Document Type : Research Paper
Author
Assistant Professor, Department of Soil Conservation and Watershed Management, Research and Education Center for Agriculture and Natural Resources, Kermanshah Province, Iran
Abstract
Accurate modeling of suspended sediment is a key challenge in water resources management, requiring methods capable of capturing the complex and nonlinear behavior of sediment transport processes. This study investigates a hybrid modeling approach that integrates sediment rating curves (SRC) and artificial neural networks (ANNs) to predict suspended sediment load at the Glink hydrometric station in the Taleghan watershed. Historical streamflow and suspended sediment data from 1971 to 2023 were preprocessed and analyzed using three modeling frameworks: (i) empirical models (six types of SRCs), (ii) data-driven models (MLP, GFF, RBF, SVM, SOFM, and CANFIS), and (iii) two hybrid structures. Among the empirical models, the "class-mean method" outperformed others with the highest coefficient of determination (R² = 0.75) and the lowest relative mean error (RME), making it the most reliable rating curve approach.
The results unequivocally demonstrate that the synergistic integration of empirical hydrological reasoning and artificial intelligence provides a resilient and efficient modeling framework for watersheds characterized by pronounced skewness and a high prevalence of anomalous observations. In this context, the CANFIS architecture, leveraging fuzzy logic to resolve complex nonlinear interactions, substantially improves the representation of hysteretic sediment dynamics and offers clear advantages over conventional computational structures, including multilayer perceptron (MLP), general feed-forward (GFF), radial basis function (RBF), support vector machine (SVM), and self-organizing feature map (SOFM) networks.
Given the strategic significance of flood events in water resources engineering, the rigorous interrogation of outlier behavior is not optional but imperative. The proposed hybrid framework effectively captures and interprets these statistical anomalies with acceptable precision, thereby reinforcing its applicability in suspended sediment transport management under extreme hydrological conditions.
To advance methodological robustness and scientific depth in future investigations, the establishment of comprehensive, high-resolution databases—particularly those documenting peak flood discharges—is strongly recommended.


* **Task to complete**
Find the lines of the listing that contain the string "chromosomes", and return them.
** Opening Input for this task block **
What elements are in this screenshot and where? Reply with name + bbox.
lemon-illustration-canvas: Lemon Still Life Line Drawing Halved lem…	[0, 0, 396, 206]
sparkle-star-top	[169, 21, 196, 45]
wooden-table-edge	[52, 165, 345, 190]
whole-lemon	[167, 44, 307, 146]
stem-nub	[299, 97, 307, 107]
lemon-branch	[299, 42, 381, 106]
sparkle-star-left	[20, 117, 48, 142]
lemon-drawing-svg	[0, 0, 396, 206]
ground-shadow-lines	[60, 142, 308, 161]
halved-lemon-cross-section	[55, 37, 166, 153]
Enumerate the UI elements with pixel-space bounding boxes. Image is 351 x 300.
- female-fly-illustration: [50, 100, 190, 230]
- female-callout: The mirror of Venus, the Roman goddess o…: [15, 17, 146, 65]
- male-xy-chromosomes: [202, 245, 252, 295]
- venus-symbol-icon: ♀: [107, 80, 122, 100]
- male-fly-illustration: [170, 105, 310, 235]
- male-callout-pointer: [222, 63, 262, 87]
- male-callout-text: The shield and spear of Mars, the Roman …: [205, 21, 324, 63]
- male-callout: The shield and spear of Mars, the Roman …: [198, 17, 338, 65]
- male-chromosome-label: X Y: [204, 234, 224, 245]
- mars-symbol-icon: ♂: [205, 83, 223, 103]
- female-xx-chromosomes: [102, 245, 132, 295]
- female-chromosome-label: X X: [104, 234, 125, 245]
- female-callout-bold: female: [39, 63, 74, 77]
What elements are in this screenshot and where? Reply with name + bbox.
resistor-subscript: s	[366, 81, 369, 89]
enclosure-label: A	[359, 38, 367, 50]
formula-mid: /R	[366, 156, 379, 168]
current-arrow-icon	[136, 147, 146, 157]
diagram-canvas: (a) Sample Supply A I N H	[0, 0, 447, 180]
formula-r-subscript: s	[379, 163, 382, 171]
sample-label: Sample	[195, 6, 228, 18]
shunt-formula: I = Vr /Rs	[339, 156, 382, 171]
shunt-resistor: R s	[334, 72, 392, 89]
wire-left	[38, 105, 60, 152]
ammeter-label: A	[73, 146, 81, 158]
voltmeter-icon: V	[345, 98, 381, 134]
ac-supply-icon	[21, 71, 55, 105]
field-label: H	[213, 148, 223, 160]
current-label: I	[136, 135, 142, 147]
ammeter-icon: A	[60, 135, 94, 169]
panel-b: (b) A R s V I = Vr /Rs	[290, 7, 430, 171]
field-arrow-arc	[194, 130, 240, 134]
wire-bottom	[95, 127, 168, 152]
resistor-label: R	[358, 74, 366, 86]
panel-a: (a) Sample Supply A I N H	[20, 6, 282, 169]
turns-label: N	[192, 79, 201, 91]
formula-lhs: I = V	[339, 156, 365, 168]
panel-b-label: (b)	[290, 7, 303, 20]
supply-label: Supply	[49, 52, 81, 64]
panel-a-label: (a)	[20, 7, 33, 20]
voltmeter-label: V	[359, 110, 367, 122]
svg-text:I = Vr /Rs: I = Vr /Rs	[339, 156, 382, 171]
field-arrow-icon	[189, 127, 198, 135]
** Closing Input for this task block **
* **Exercise output**
- male-xy-chromosomes: [202, 245, 252, 295]
- female-xx-chromosomes: [102, 245, 132, 295]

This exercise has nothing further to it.